*Q.1: Face depicts the hypocrisy of the society. Comment. (2018)*
Face is an appropriate name for one of the two main crooks. Jeremy the butler is transformed by Subtle into many roles, the main one being Captain Face, an officer. He is also “Lungs,” the bellows operator for the laboratory of the alchemist. He even tries to get a Spanish costume to play the count so he can have Dame Pliant. He changes face, not only in terms of costumes and roles, but he “turns face,” ready to betray anyone in his own interest. He is never who he seems to be, a genius at improvisation.
Face is the one who spots the potential victims. He recruits and brings them to the Blackfriars house so Subtle can con them. He is constantly arguing with Subtle about who is the cleverest and deserves the largest share. Subtle may have taught him how to act the part of a Captain, but Face is the one who keeps them all afloat, the one who can talk his way out of a corner, as when his master returns and he improvises improbable lies to cover for his actions. Even his master is taken in until there is too much evidence against him to refute.
Face is like a cat that lands on its feet. At one point he is called Ulen after Til Ulen Spiegel, the merry German prankster who gets away with mayhem. He is not very likeable since he has no loyalty even to his fellow schemers, but his dazzling wit and inventiveness recommend him as a memorable comic figure.

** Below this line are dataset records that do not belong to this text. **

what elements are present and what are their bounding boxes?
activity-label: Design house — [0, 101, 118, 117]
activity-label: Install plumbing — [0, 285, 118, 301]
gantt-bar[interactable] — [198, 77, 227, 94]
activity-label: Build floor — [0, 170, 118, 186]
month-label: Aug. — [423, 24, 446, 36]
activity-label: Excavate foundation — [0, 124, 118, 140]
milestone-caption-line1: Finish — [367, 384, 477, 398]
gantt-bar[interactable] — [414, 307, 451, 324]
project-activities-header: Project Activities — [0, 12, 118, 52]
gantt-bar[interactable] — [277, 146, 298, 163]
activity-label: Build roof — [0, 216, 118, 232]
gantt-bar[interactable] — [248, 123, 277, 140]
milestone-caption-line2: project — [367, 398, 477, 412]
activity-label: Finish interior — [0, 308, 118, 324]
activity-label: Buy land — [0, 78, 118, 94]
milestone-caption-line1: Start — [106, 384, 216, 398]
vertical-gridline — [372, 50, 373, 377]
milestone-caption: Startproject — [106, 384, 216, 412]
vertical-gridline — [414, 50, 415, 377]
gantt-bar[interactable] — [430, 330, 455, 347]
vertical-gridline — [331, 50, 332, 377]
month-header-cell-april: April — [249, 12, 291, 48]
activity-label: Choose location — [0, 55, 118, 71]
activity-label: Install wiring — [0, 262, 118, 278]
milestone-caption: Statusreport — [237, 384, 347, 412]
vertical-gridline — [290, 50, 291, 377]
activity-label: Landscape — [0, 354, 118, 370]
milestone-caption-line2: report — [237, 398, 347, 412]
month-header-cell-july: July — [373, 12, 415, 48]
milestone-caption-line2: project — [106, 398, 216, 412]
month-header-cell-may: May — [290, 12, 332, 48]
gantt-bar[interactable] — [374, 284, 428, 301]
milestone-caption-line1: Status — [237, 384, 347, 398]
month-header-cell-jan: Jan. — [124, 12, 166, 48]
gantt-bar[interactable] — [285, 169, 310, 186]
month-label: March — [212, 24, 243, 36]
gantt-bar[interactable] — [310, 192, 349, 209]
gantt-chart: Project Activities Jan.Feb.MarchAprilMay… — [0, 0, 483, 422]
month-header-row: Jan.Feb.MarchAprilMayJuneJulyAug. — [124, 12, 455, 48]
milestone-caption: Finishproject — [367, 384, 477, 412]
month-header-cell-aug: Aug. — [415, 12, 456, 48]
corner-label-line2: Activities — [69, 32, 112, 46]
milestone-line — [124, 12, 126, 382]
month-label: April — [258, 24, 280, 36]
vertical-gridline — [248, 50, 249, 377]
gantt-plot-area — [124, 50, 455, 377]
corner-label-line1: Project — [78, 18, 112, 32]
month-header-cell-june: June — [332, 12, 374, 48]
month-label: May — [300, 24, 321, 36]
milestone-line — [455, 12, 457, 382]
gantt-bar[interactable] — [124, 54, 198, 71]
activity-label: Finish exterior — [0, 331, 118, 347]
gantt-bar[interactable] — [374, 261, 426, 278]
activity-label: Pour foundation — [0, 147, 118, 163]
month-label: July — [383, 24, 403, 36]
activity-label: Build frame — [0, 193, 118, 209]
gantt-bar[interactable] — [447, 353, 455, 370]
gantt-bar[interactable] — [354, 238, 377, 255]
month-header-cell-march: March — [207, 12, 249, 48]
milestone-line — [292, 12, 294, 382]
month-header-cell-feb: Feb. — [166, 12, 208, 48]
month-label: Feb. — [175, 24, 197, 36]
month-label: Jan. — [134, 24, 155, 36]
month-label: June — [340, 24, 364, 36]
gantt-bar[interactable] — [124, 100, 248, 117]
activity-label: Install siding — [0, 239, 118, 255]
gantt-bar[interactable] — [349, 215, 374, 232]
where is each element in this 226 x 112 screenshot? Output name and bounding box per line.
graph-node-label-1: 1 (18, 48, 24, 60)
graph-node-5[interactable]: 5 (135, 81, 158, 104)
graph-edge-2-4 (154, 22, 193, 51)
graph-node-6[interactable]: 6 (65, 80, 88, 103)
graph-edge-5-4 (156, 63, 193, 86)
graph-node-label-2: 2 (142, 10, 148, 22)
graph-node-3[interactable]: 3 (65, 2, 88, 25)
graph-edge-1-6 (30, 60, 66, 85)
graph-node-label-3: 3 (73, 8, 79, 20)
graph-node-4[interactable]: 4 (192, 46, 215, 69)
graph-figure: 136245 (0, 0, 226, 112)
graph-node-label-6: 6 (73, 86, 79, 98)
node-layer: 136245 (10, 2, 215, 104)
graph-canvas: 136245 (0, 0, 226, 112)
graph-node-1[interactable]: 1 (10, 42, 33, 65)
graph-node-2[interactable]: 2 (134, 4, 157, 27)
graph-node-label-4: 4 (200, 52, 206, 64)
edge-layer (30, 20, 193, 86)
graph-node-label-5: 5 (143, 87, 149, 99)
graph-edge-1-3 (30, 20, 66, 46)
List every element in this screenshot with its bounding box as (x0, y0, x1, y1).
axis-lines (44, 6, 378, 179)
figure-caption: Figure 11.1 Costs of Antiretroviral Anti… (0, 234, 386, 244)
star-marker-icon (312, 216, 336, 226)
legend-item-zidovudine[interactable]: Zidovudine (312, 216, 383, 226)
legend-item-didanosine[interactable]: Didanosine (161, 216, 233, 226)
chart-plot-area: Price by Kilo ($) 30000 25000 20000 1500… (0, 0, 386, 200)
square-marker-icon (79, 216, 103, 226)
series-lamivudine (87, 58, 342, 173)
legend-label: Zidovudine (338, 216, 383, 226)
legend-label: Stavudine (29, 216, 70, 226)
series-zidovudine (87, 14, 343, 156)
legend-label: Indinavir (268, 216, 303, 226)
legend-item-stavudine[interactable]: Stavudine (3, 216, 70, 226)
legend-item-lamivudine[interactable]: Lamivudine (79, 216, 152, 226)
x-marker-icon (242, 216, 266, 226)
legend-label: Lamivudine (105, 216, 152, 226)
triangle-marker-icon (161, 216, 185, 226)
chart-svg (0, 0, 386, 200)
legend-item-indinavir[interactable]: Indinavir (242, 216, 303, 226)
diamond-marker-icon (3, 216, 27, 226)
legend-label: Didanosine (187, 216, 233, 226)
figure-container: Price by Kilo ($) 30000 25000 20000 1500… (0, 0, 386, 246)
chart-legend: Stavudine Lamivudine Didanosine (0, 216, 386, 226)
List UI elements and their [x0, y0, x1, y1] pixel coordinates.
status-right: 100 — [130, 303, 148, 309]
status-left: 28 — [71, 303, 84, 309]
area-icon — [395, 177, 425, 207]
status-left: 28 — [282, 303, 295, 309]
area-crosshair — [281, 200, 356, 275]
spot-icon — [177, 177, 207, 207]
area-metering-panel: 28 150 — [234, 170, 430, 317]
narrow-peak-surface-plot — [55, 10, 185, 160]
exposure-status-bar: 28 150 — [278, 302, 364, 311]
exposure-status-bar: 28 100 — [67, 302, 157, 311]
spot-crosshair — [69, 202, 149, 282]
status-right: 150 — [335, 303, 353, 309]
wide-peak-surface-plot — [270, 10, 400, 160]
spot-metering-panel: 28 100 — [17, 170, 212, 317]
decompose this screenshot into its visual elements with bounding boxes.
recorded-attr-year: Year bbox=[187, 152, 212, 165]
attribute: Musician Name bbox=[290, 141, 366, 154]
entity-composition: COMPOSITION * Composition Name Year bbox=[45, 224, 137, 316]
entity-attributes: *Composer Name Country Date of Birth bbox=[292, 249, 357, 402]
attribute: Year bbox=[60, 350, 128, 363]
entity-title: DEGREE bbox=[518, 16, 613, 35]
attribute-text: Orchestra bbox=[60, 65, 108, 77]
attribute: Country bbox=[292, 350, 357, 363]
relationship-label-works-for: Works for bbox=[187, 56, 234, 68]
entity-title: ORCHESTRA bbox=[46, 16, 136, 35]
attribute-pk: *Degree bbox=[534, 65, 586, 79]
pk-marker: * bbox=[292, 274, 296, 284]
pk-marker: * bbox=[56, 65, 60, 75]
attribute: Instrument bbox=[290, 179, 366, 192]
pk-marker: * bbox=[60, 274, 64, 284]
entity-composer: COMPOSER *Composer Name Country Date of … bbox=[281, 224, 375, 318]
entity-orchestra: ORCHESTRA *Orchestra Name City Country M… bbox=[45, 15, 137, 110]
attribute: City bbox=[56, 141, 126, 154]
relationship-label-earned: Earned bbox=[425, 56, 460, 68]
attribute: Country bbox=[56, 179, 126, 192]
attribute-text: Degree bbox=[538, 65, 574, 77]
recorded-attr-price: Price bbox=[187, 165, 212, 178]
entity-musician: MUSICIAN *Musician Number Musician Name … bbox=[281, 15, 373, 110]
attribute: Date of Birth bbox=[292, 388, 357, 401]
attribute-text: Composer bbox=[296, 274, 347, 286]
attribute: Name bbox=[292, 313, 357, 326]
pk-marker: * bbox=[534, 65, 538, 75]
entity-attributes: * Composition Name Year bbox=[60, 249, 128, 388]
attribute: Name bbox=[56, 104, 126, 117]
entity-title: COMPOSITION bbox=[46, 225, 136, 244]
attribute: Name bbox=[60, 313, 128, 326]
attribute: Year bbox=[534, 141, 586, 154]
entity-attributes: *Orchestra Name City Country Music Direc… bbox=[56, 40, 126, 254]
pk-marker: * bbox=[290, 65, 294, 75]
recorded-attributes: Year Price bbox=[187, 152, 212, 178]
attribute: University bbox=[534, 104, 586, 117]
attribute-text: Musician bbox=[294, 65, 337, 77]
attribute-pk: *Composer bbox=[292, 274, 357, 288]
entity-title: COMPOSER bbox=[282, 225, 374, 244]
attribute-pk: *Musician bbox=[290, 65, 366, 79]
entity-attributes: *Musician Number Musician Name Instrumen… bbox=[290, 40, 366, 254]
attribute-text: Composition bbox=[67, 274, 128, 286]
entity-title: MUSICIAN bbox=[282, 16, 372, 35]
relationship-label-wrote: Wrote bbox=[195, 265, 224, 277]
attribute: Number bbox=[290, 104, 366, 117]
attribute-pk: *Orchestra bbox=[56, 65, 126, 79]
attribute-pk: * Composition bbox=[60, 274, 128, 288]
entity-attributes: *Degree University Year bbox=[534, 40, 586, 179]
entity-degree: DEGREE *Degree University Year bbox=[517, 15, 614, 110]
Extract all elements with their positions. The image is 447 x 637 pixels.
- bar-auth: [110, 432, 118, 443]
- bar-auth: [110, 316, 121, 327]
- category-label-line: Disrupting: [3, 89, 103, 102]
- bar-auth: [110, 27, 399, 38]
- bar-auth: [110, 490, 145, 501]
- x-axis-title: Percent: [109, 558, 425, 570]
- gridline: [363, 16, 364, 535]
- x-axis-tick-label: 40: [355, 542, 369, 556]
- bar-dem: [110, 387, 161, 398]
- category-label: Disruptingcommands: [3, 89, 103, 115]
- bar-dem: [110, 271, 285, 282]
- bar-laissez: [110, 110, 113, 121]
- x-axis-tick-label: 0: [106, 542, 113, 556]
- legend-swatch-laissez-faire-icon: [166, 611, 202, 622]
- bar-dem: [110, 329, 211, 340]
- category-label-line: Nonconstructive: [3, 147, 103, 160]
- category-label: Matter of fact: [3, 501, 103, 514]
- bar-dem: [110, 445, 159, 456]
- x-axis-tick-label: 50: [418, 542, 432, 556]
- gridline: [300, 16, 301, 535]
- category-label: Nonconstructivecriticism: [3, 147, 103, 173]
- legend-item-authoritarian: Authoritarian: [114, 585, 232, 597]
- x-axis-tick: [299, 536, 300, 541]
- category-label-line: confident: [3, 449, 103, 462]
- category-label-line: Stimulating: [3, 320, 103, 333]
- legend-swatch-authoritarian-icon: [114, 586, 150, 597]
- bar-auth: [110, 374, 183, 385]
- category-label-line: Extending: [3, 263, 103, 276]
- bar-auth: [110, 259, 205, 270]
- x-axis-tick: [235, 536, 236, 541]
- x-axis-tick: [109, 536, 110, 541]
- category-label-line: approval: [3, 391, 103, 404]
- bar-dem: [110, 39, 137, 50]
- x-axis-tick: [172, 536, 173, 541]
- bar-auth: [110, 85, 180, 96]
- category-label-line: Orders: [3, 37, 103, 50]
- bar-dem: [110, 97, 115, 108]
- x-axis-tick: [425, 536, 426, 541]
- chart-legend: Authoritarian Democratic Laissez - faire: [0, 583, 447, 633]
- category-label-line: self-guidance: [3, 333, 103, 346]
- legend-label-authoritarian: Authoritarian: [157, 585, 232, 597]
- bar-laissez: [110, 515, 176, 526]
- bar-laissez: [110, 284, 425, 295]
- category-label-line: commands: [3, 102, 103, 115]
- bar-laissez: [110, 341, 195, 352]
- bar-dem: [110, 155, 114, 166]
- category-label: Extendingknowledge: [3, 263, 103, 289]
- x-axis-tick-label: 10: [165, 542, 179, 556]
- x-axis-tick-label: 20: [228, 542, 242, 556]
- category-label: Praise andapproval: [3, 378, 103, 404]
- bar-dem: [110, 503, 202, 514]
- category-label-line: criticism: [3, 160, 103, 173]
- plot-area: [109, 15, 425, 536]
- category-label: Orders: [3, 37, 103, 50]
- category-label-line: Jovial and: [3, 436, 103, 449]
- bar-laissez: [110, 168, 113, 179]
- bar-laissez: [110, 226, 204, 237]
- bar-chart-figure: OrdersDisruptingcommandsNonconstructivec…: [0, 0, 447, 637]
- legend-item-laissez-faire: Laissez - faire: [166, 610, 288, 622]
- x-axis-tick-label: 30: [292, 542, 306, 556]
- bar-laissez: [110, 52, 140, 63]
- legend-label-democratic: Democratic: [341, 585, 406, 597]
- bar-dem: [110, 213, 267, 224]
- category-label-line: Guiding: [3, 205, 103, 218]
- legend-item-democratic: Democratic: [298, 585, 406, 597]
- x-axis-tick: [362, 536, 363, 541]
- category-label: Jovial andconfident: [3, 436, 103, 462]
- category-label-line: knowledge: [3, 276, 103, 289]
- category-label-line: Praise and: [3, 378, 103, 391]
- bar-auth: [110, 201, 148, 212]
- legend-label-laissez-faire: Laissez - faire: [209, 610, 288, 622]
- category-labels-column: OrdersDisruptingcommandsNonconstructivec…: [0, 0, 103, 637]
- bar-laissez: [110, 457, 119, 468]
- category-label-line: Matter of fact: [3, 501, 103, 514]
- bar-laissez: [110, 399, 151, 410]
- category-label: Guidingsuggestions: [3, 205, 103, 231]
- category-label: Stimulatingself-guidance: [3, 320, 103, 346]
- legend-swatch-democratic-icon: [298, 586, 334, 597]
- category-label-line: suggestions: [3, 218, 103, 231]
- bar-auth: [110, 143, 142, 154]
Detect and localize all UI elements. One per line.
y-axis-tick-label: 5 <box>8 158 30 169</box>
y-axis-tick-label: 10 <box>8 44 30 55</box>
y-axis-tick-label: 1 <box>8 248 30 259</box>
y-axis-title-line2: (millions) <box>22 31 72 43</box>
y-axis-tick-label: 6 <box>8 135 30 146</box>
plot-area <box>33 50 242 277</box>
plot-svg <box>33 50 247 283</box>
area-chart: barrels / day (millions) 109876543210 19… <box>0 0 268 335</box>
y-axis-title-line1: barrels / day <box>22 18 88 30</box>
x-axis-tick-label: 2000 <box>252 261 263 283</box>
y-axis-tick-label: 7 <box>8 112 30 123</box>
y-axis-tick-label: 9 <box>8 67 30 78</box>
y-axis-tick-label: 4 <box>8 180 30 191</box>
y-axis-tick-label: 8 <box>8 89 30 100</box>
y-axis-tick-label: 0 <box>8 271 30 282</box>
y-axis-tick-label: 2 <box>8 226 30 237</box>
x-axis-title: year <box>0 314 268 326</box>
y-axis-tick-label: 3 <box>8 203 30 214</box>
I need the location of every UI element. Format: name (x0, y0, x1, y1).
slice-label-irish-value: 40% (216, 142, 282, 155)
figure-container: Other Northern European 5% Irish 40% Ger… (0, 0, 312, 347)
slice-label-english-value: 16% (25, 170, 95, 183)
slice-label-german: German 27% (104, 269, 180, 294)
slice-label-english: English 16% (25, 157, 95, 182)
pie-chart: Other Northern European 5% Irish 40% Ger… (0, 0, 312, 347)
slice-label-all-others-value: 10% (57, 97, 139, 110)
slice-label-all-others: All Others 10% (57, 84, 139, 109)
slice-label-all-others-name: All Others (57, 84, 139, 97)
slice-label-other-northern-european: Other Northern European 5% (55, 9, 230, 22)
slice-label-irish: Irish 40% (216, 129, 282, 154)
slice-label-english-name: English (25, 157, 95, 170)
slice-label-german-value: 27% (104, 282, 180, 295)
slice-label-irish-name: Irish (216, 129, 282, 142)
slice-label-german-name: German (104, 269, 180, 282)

Subtle and Doll’s criminal associate and Lovewit’s butler. After Lovewit escapes the city for the country during an outbreak of the plague, Face runs his criminal scams and cons out of Lovewit’s city home. Face represents transformation within Jonson’s play, and he easily changes as he greets each of his victims. Face himself is always changing, which speaks to Jonson’s broader argument that all people and things are constantly in flux.
Face also represents deception in The Alchemist and personifies the many crooks and charlatans that practiced phony alchemy during Jonson’s time. Face deceives his victims with each new disguise and con, stealing their money and trust, and he makes them believe he can deliver them perpetual youth and riches with the philosopher’s stone. Face deceives Lovewit when he lies and uses his home for illegal purposes, and he also deceives Doll. Presumably, Doll will be jealous or hurt by Face and Subtle’s infatuation with Dame Plaint, and they go to great lengths to cover it up.
At the end of the play, Face deceives both Subtle and Doll and keeps all their profits for himself after the police arrive with their victims. Lovewit has pardoned him, Face says, not Subtle and Doll, and they must run or be arrested. Everything Face does and says is deceptive, and he represents the widespread deception that Jonson argues is rampant in broader society. Thus it can truly be said that Face depicts the hypocrisy of the society.